Tuesday, August 24, 2021

The Defeated - a film review (Netflix series)

Max und Moritz


I've been a fan of Michael C. Hall since he played the gay brother in Six Feet Under, that wonderful series about an undertaker family that had such interesting characters and plot lines.  And I liked him in Dexter, as well, where he played the crazy vigilante who seeks justice where the cops and the courts fail, chops bad guys up and dumps the pieces in the Bay. But I think he was badly miscast in The Defeated, one of Netflix's latest big productions, that bugged me no end from start to finish.

The Defeated takes place in Berlin immediately after the war, as the Russians, British, French and Americans are carving up the city into zones of occupation and trying to help the city get back on its feet. Taylor Kitsch - imagine having to go through life with that last name! - plays a Brooklyn cop - tries to; his Brooklyn accent is a total flop - who is assigned to a small Berlin police precinct - Kreuzberg, I believe.  The district's chief police officer is played by the well-known German actress, Nina Hoss, familiar to American audiences for her role in Homeland some years back. Another first-rate German actor, Sebastian Koch, plays the bad guy, the "Engelmacher" (angel-maker), who runs a stable of girls forced in this period of widespread desperation and poverty, into prostitution. Then, as if Taylor Kitsch's name wasn't noteworthy enough, there's Tuppence Middleton (no relation to Kate, the future consort of King William of England), who plays the British wife of the American Vice-Consul, a constantly falling-down drunk. Tuppence? I wonder if she has siblings named Shilling, Guinea and Ha'penny.

Sorry. I've wandered into the absurd.

Blame it on the plot of this stinker. The story line involves Brooklyn Cop Max McLaughlin (Kitsch) accepting the job of law enforcement consultant just so he can track down his brother, a U.S. soldier gone AWOL who was so freaked out by his experience at seeing what went on at Dachau that he becomes (like the Dexter character) a man driven to fix what's wrong with the world, something he does by tracking down some of the Nazis who have escaped justice, torturing and killing them - which we all get to watch in grizzly detail.

I have no problem being expected to suspend disbelief when I go to the theater or the movies. I know you have to stretch the truth sometimes to keep an audience engaged. But this thing pushes the ridiculous until it screams.  Max and his AWOL brother, Moritz, it turns out, had a German mother, who named them after Germany's best known children's story, written in verse and first published in 1865. A bit of a stretch, there, but at least conceivable. Less likely are other things, like when McLaughlin says, "Drop me off in Dahlem," and hops into the back of an army jeep and nobody questions his authority. He also dashes into a gunfight with Russian soldiers with guns ablaze. The Russians torture and manipulate, the entire city is portrayed as a giant bordello, and for some reason the AWOL brother knows the city streets in intimate detail and has access to large warehouses where he has set up elaborate torture machines, and then leaves notes for his brother and copies of Max und Moritz with addresses, which Max then hops in a car and drives directly to. Despite his role as a cop, Max cleans up after his brother's brutalities because he once swore on a copy of Max und Moritz to be ever true. Gimme a break.

It's the violence, mostly, that bothers me, even more than the absurdity of the plot, the cheap reduction to character types, and the sheer number of coincidences. Such good actors, such good staging - the rubble everywhere is pretty convincing - so much potential for a much better drama. All squandered.

I watched it to the end. The Germans speak in Berlin dialect most of the time. That's fun to listen to. But also a bit of a stretch.

I'm now asking myself if this isn't some sort of snobbery on my part. Some sort of phony sanctification of that period of history with which I feel so personally connected. I don't mind their making historical fiction (well, I do, truth be told) of this time period. But couldn't you do a better job of it?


» TRY IT
Output every record verbatim, and omit each picture.

» Stored items from a collection
= = = = = = =

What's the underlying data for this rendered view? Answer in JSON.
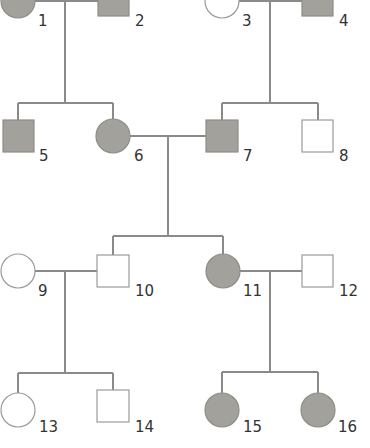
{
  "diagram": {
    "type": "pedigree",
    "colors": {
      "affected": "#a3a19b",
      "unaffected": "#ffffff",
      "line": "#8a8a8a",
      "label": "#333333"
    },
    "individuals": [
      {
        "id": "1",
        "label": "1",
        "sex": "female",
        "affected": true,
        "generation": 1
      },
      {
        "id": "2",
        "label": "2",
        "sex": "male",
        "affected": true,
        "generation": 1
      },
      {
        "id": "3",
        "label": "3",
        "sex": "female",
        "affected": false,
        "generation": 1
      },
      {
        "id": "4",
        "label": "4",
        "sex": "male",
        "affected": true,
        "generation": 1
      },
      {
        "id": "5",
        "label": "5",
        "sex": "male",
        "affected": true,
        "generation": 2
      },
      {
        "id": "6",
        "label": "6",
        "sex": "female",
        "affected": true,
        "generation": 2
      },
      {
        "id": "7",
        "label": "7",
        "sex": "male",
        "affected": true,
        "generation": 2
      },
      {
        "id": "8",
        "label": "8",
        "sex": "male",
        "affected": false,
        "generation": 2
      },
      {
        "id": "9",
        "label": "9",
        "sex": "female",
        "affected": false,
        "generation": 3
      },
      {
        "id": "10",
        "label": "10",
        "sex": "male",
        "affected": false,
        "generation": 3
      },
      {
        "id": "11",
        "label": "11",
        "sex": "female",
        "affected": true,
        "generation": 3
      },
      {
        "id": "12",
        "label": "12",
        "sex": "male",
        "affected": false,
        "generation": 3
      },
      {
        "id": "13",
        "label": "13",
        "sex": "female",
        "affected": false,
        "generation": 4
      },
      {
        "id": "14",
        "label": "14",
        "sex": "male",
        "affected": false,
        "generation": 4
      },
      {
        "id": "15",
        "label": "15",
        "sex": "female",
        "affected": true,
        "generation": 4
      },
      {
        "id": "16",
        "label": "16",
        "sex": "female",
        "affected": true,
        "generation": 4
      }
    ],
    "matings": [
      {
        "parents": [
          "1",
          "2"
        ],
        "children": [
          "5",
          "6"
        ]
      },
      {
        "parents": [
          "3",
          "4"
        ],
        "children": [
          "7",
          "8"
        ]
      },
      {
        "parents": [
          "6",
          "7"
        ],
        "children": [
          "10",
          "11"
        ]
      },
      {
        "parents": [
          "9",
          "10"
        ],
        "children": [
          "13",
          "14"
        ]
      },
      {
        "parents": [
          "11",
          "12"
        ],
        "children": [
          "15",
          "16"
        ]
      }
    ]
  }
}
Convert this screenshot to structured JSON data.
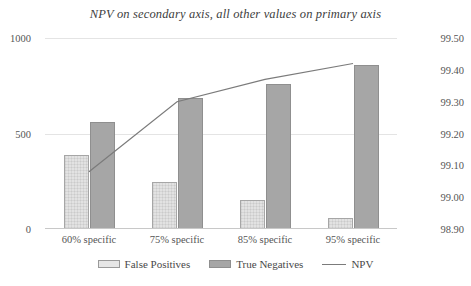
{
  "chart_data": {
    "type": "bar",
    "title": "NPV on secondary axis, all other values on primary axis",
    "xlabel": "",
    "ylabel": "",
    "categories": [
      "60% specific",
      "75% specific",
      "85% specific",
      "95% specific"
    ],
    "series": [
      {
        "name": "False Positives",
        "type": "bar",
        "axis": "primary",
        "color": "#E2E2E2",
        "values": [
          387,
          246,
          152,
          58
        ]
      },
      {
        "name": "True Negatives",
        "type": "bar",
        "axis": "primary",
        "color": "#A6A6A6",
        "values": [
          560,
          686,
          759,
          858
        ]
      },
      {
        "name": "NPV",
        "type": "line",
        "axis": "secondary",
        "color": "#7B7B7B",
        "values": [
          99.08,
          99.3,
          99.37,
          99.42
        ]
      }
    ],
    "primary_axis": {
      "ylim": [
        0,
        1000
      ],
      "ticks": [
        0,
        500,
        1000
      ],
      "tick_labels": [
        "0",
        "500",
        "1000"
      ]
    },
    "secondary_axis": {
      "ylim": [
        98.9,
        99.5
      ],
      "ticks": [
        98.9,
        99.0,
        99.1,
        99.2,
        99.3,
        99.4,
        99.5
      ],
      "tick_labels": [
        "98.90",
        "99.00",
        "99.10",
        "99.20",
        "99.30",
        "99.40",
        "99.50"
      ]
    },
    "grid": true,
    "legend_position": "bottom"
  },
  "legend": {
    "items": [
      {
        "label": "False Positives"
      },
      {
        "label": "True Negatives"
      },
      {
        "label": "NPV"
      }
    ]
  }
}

= = = = = = =

» EXPECTED OUTPUT
What's the underlying data for this rendered view? Answer in JSON.
{
  "diagram": {
    "type": "pedigree",
    "colors": {
      "affected": "#a3a19b",
      "unaffected": "#ffffff",
      "line": "#8a8a8a",
      "label": "#333333"
    },
    "individuals": [
      {
        "id": "1",
        "label": "1",
        "sex": "female",
        "affected": true,
        "generation": 1
      },
      {
        "id": "2",
        "label": "2",
        "sex": "male",
        "affected": true,
        "generation": 1
      },
      {
        "id": "3",
        "label": "3",
        "sex": "female",
        "affected": false,
        "generation": 1
      },
      {
        "id": "4",
        "label": "4",
        "sex": "male",
        "affected": true,
        "generation": 1
      },
      {
        "id": "5",
        "label": "5",
        "sex": "male",
        "affected": true,
        "generation": 2
      },
      {
        "id": "6",
        "label": "6",
        "sex": "female",
        "affected": true,
        "generation": 2
      },
      {
        "id": "7",
        "label": "7",
        "sex": "male",
        "affected": true,
        "generation": 2
      },
      {
        "id": "8",
        "label": "8",
        "sex": "male",
        "affected": false,
        "generation": 2
      },
      {
        "id": "9",
        "label": "9",
        "sex": "female",
        "affected": false,
        "generation": 3
      },
      {
        "id": "10",
        "label": "10",
        "sex": "male",
        "affected": false,
        "generation": 3
      },
      {
        "id": "11",
        "label": "11",
        "sex": "female",
        "affected": true,
        "generation": 3
      },
      {
        "id": "12",
        "label": "12",
        "sex": "male",
        "affected": false,
        "generation": 3
      },
      {
        "id": "13",
        "label": "13",
        "sex": "female",
        "affected": false,
        "generation": 4
      },
      {
        "id": "14",
        "label": "14",
        "sex": "male",
        "affected": false,
        "generation": 4
      },
      {
        "id": "15",
        "label": "15",
        "sex": "female",
        "affected": true,
        "generation": 4
      },
      {
        "id": "16",
        "label": "16",
        "sex": "female",
        "affected": true,
        "generation": 4
      }
    ],
    "matings": [
      {
        "parents": [
          "1",
          "2"
        ],
        "children": [
          "5",
          "6"
        ]
      },
      {
        "parents": [
          "3",
          "4"
        ],
        "children": [
          "7",
          "8"
        ]
      },
      {
        "parents": [
          "6",
          "7"
        ],
        "children": [
          "10",
          "11"
        ]
      },
      {
        "parents": [
          "9",
          "10"
        ],
        "children": [
          "13",
          "14"
        ]
      },
      {
        "parents": [
          "11",
          "12"
        ],
        "children": [
          "15",
          "16"
        ]
      }
    ]
  }
}
Convert this screenshot to structured JSON data.
{
  "chart_data": {
    "type": "bar",
    "title": "NPV on secondary axis, all other values on primary axis",
    "xlabel": "",
    "ylabel": "",
    "categories": [
      "60% specific",
      "75% specific",
      "85% specific",
      "95% specific"
    ],
    "series": [
      {
        "name": "False Positives",
        "type": "bar",
        "axis": "primary",
        "color": "#E2E2E2",
        "values": [
          387,
          246,
          152,
          58
        ]
      },
      {
        "name": "True Negatives",
        "type": "bar",
        "axis": "primary",
        "color": "#A6A6A6",
        "values": [
          560,
          686,
          759,
          858
        ]
      },
      {
        "name": "NPV",
        "type": "line",
        "axis": "secondary",
        "color": "#7B7B7B",
        "values": [
          99.08,
          99.3,
          99.37,
          99.42
        ]
      }
    ],
    "primary_axis": {
      "ylim": [
        0,
        1000
      ],
      "ticks": [
        0,
        500,
        1000
      ],
      "tick_labels": [
        "0",
        "500",
        "1000"
      ]
    },
    "secondary_axis": {
      "ylim": [
        98.9,
        99.5
      ],
      "ticks": [
        98.9,
        99.0,
        99.1,
        99.2,
        99.3,
        99.4,
        99.5
      ],
      "tick_labels": [
        "98.90",
        "99.00",
        "99.10",
        "99.20",
        "99.30",
        "99.40",
        "99.50"
      ]
    },
    "grid": true,
    "legend_position": "bottom"
  },
  "legend": {
    "items": [
      {
        "label": "False Positives"
      },
      {
        "label": "True Negatives"
      },
      {
        "label": "NPV"
      }
    ]
  }
}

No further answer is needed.